Axa Investment Managers has renamed its gender diversity equities strategy as it seeks to compete with international rivals.
Axa WF Framlington Mix in Perspectives will now become the Women Empowerment fund, Portfolio Adviser can reveal. The $19m fund launched in February 2017. Julie Lamirel was initially lead manager on the portfolio, but when she left in July 2017 to become senior investment manager at sister company Architas handed the reins to Anne Tolmunen (pictured).
The name change took place on 3 August.
Tolmunen says: “We’ve seen a lot of new products propping up with catchy names, like the Girl Fund in the UK and the Her ETF and the She ETF.”
The original name reflected seed funding from parent group Axa, Tolmunen added. “The Mix in Perspectives was really to reflect our own roots because that’s the name of our own internal women’s network.” She added ‘mixité’ in French is a synonym for diversity.
But that didn’t necessarily travel as they speak to investors in various countries outside France, including Australia, the UK, the US, she said.
Companies’ senior management and boards must be at least 20% female to be included in the fund’s investible universe. Signatories to the United Nations Women’s Empowerment principles are also automatically included, a factor that also informed the new name.
Earlier this year Helena Morrissey helped LGIM launch a passive fund focused on female representation in companies, which is known as the Girl fund. State Street Global Advisors launched the SSGA Gender Diversity Index ETF, under the ticker She, ahead of International Women’s Day in 2016. Today the She ETF has assets totaling $344.2m. The Evolve Funds’ North American Gender Diversity Index ETF launched in September 2017, under the ticker Hers.
UK advisers gave a mixed assessment when Morrissey launched the Girl fund in May.
Hollywood drives change
Enquiries about the fund have picked up since the start of the year.
Tolmunen partially attributed that to Hollywood, stating the Me Too movement had helped put women empowerment in the spotlight. The movement is more than a decade old, but came to prominence in October 2017 when US actresses and actors, starting with Alyssa Milano, began tweeting about their experiences of sexual assault in the industry.
However, Tolmunen said the UK leads when it comes to government action on the issue of gender equality, pointing to required reporting on the gender pay gap introduced this year. Companies with 250 staff or more have been required by law to release information on their gender pay gap.
“Suddenly all those companies have had to report on numbers they’d rather not report on even if they put out disclaimers about apple-to-apple comparisons.
“If it starts to go backwards or doesn’t progress it isn’t going to look good. That’s an effective tool in my view to bring change. This forces companies to ask themselves questions.”
The investment industry came off particularly badly in the required reporting. Women at fund groups were paid on average 29.5% less than male staff. At wealth management firms the gender pay gap was over 50% higher with women paid 40.9% less than their male colleagues on average.
Low beta defensive strategy
The fund would sit in a portfolio’s global equities allocation, said Tolmunen, who began her career in European then US equities before becoming deputy portfolio manager on the Global Talent fund, which focused on family-controlled businesses.
Facebook, Microsoft and Nike are among the fund’s top holdings.
Its beta is lower than the market at 0.96 over the last year, according to the July factsheet, resulting in a defensive tilt, she said. The fund therefore underperformed in Q4 2017, a market that “lifted all boats”, but outperformed in the market selloff in Q1 this year, she said.
Axa WF Framlington Women Empowerment performance
1m | 3m | 6m | 1yr | |
AXA World Funds Framlington Women Empowerment | 3.25% | 9.01% | 14.29% | 14.21% |
Offshore Equity International sector |
3.58% | 6.20% | 12.19% | 10.56% |
MSCI AC World index | 4.03% | 5.85% | 12.96% | 13.67% |
Source: FE Analytics
Private banks have shown a lot of interest in the fund, while a French confederation of trade unions that has focused on narrowing the gender pay gap is also an investor.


» **WHAT NEEDS TO BE DONE**
In how many lines of these records does the word "expressing" appear? Give the number by itself.

» **LISTED ENTRIES**
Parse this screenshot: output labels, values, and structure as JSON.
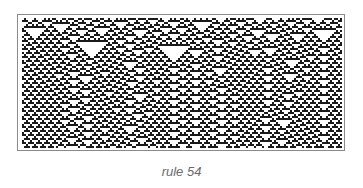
{
  "figure": {
    "caption": "rule 54",
    "automaton": {
      "rule": 54,
      "cell_size_px": 2,
      "columns": 160,
      "rows": 65,
      "initial_condition": "random",
      "on_color": "#1a1a1a",
      "off_color": "#ffffff"
    },
    "frame_color": "#8a8a8a"
  }
}
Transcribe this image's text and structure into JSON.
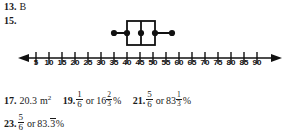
{
  "page": {
    "type": "textbook-answer-key",
    "background": "#ffffff",
    "ink": "#1a1a1a"
  },
  "answers": [
    {
      "number": "13.",
      "text": "B"
    },
    {
      "number": "15.",
      "text": ""
    },
    {
      "number": "17.",
      "value": "20.3",
      "unit": "m",
      "unit_exponent": "2"
    },
    {
      "number": "19.",
      "fraction": {
        "num": "1",
        "den": "6"
      },
      "connector": "or",
      "percent_whole": "16",
      "percent_frac": {
        "num": "2",
        "den": "3"
      },
      "percent_symbol": "%"
    },
    {
      "number": "21.",
      "fraction": {
        "num": "5",
        "den": "6"
      },
      "connector": "or",
      "percent_whole": "83",
      "percent_frac": {
        "num": "1",
        "den": "3"
      },
      "percent_symbol": "%"
    },
    {
      "number": "23.",
      "fraction": {
        "num": "5",
        "den": "6"
      },
      "connector": "or",
      "percent_decimal": "83.",
      "percent_repeating": "3",
      "percent_symbol": "%"
    }
  ],
  "figure": {
    "name": "box-and-whisker-plot",
    "axis": {
      "min_value": 0,
      "max_value": 95,
      "tick_step": 5,
      "tick_labels": [
        "5",
        "10",
        "15",
        "20",
        "25",
        "30",
        "35",
        "40",
        "45",
        "50",
        "55",
        "60",
        "65",
        "70",
        "75",
        "80",
        "85",
        "90"
      ],
      "tick_values": [
        5,
        10,
        15,
        20,
        25,
        30,
        35,
        40,
        45,
        50,
        55,
        60,
        65,
        70,
        75,
        80,
        85,
        90
      ],
      "left_arrow": true,
      "right_arrow": true
    },
    "boxplot": {
      "minimum": 35,
      "q1": 40,
      "median": 45,
      "q3": 51,
      "maximum": 57,
      "point_markers": [
        35,
        40,
        45,
        51,
        57
      ],
      "marker_shape": "filled-circle",
      "stroke": "#111111"
    }
  }
}
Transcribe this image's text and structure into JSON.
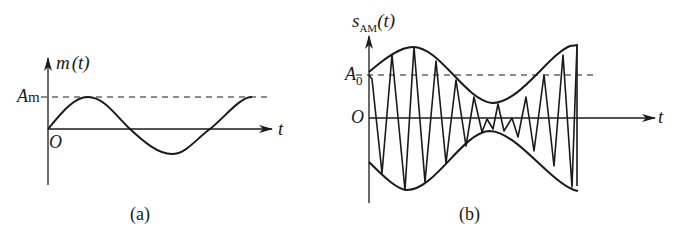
{
  "panel_a": {
    "y_label_func": "m",
    "y_label_arg": "(t)",
    "x_label": "t",
    "origin": "O",
    "amp_label_main": "A",
    "amp_label_sub": "m",
    "caption": "(a)"
  },
  "panel_b": {
    "y_label_main": "s",
    "y_label_sub": "AM",
    "y_label_arg": "(t)",
    "x_label": "t",
    "origin": "O",
    "amp_label_main": "A",
    "amp_label_sub": "0",
    "caption": "(b)"
  },
  "colors": {
    "line": "#1a1a1a",
    "background": "#ffffff"
  }
}
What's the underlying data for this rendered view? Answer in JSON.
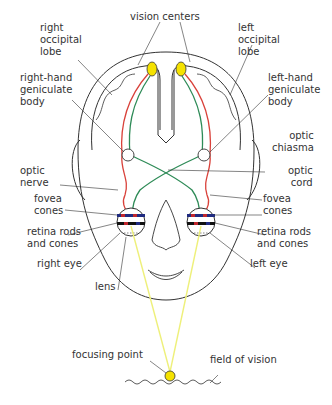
{
  "diagram": {
    "labels": {
      "vision_centers": "vision centers",
      "right_occipital_lobe": "right\noccipital\nlobe",
      "left_occipital_lobe": "left\noccipital\nlobe",
      "right_hand_geniculate_body": "right-hand\ngeniculate\nbody",
      "left_hand_geniculate_body": "left-hand\ngeniculate\nbody",
      "optic_chiasma": "optic\nchiasma",
      "optic_nerve": "optic\nnerve",
      "optic_cord": "optic\ncord",
      "fovea_cones_right": "fovea\ncones",
      "fovea_cones_left": "fovea\ncones",
      "retina_right": "retina rods\nand cones",
      "retina_left": "retina rods\nand cones",
      "right_eye": "right eye",
      "left_eye": "left eye",
      "lens": "lens",
      "focusing_point": "focusing point",
      "field_of_vision": "field of vision"
    },
    "colors": {
      "outline": "#333333",
      "red_pathway": "#d9413a",
      "green_pathway": "#2e8b57",
      "vision_center_fill": "#f5e200",
      "light_ray": "#eef07a",
      "retina_blue": "#1f2a80",
      "retina_red": "#c0272d",
      "retina_black": "#111111"
    }
  }
}
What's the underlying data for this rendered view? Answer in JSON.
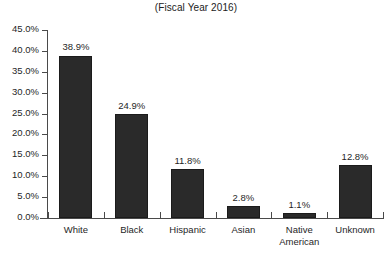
{
  "chart_data": {
    "type": "bar",
    "title": "(Fiscal Year 2016)",
    "xlabel": "",
    "ylabel": "",
    "categories": [
      "White",
      "Black",
      "Hispanic",
      "Asian",
      "Native American",
      "Unknown"
    ],
    "values": [
      38.9,
      24.9,
      11.8,
      2.8,
      1.1,
      12.8
    ],
    "value_labels": [
      "38.9%",
      "24.9%",
      "11.8%",
      "2.8%",
      "1.1%",
      "12.8%"
    ],
    "ylim": [
      0,
      45
    ],
    "ytick_values": [
      45,
      40,
      35,
      30,
      25,
      20,
      15,
      10,
      5,
      0
    ],
    "ytick_labels": [
      "45.0%",
      "40.0%",
      "35.0%",
      "30.0%",
      "25.0%",
      "20.0%",
      "15.0%",
      "10.0%",
      "5.0%",
      "0.0%"
    ],
    "grid": false,
    "legend": null,
    "bar_color": "#2a2a2a",
    "axis_color": "#4a4a4a",
    "background_color": "#ffffff"
  }
}
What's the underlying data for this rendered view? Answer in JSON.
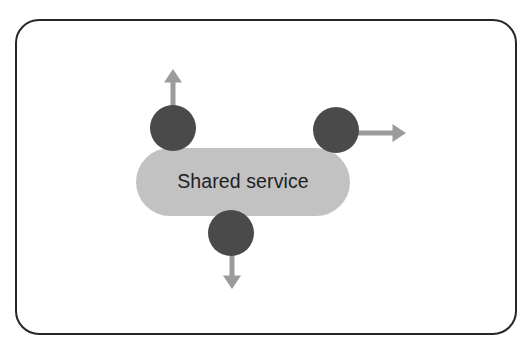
{
  "diagram": {
    "title_text": "Shared service",
    "frame": {
      "name": "slide-border",
      "x": 16,
      "y": 20,
      "width": 500,
      "height": 314,
      "radius": 23,
      "stroke_color": "#262626",
      "stroke_width": 2,
      "fill_color": "#ffffff"
    },
    "service_box": {
      "label": "Shared service",
      "x": 136,
      "y": 148,
      "width": 214,
      "height": 68,
      "radius": 34,
      "fill_color": "#c2c2c2",
      "text_color": "#1f1f1f",
      "text_x": 243,
      "text_y": 188
    },
    "nodes": [
      {
        "name": "node-top-left",
        "cx": 173,
        "cy": 128,
        "r": 23,
        "fill_color": "#4a4a4a"
      },
      {
        "name": "node-right",
        "cx": 336,
        "cy": 130,
        "r": 23,
        "fill_color": "#4a4a4a"
      },
      {
        "name": "node-bottom",
        "cx": 231,
        "cy": 233,
        "r": 23,
        "fill_color": "#4a4a4a"
      }
    ],
    "connectors": [
      {
        "name": "arrow-up",
        "direction": "up",
        "from_x": 173,
        "from_y": 135,
        "to_x": 173,
        "to_y": 69,
        "color": "#9b9b9b",
        "stroke_width": 5,
        "head_size": 9
      },
      {
        "name": "arrow-right",
        "direction": "right",
        "from_x": 330,
        "from_y": 133,
        "to_x": 406,
        "to_y": 133,
        "color": "#9b9b9b",
        "stroke_width": 5,
        "head_size": 9
      },
      {
        "name": "arrow-down",
        "direction": "down",
        "from_x": 232,
        "from_y": 228,
        "to_x": 232,
        "to_y": 289,
        "color": "#9b9b9b",
        "stroke_width": 5,
        "head_size": 9
      }
    ]
  }
}
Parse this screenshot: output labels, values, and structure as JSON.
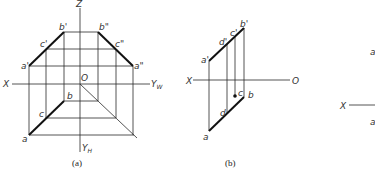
{
  "figure_a": {
    "caption": "(a)",
    "axes": {
      "x": "X",
      "z": "Z",
      "yw": "Y",
      "yw_sub": "W",
      "yh": "Y",
      "yh_sub": "H",
      "origin": "O"
    },
    "points": {
      "b_prime": "b'",
      "c_prime": "c'",
      "a_prime": "a'",
      "b_dprime": "b\"",
      "c_dprime": "c\"",
      "a_dprime": "a\"",
      "b": "b",
      "c": "c",
      "a": "a"
    }
  },
  "figure_b": {
    "caption": "(b)",
    "axes": {
      "x": "X",
      "origin": "O"
    },
    "points": {
      "a_prime": "a'",
      "d_prime": "d'",
      "c_prime": "c'",
      "b_prime": "b'",
      "a": "a",
      "d": "d",
      "c": "c",
      "b": "b"
    }
  },
  "figure_c_partial": {
    "axes": {
      "x": "X"
    },
    "points": {
      "a_top": "a",
      "a_bottom": "a"
    }
  }
}
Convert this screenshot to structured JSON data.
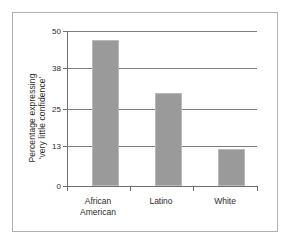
{
  "chart_data": {
    "type": "bar",
    "title": "",
    "subtitle": "",
    "xlabel": "",
    "ylabel": "Percentage expressing 'very little confidence'",
    "ylabel_lines": [
      "Percentage expressing",
      "'very little confidence'"
    ],
    "categories": [
      "African American",
      "Latino",
      "White"
    ],
    "category_lines": [
      [
        "African",
        "American"
      ],
      [
        "Latino"
      ],
      [
        "White"
      ]
    ],
    "values": [
      47,
      30,
      12
    ],
    "ylim": [
      0,
      50
    ],
    "yticks": [
      0,
      13,
      25,
      38,
      50
    ],
    "ytick_labels": [
      "0",
      "13",
      "25",
      "38",
      "50"
    ],
    "grid": true,
    "grid_axis": "y",
    "legend": false,
    "bar_color": "#9a9a9a",
    "bar_edge_color": "#b9b9b9",
    "axis_color": "#6f6f6f",
    "grid_color": "#7d7d7d",
    "frame_color": "#b0b0b0",
    "background": "#ffffff",
    "text_color": "#2b2b2b"
  }
}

» **YOUR RESPONSE**
2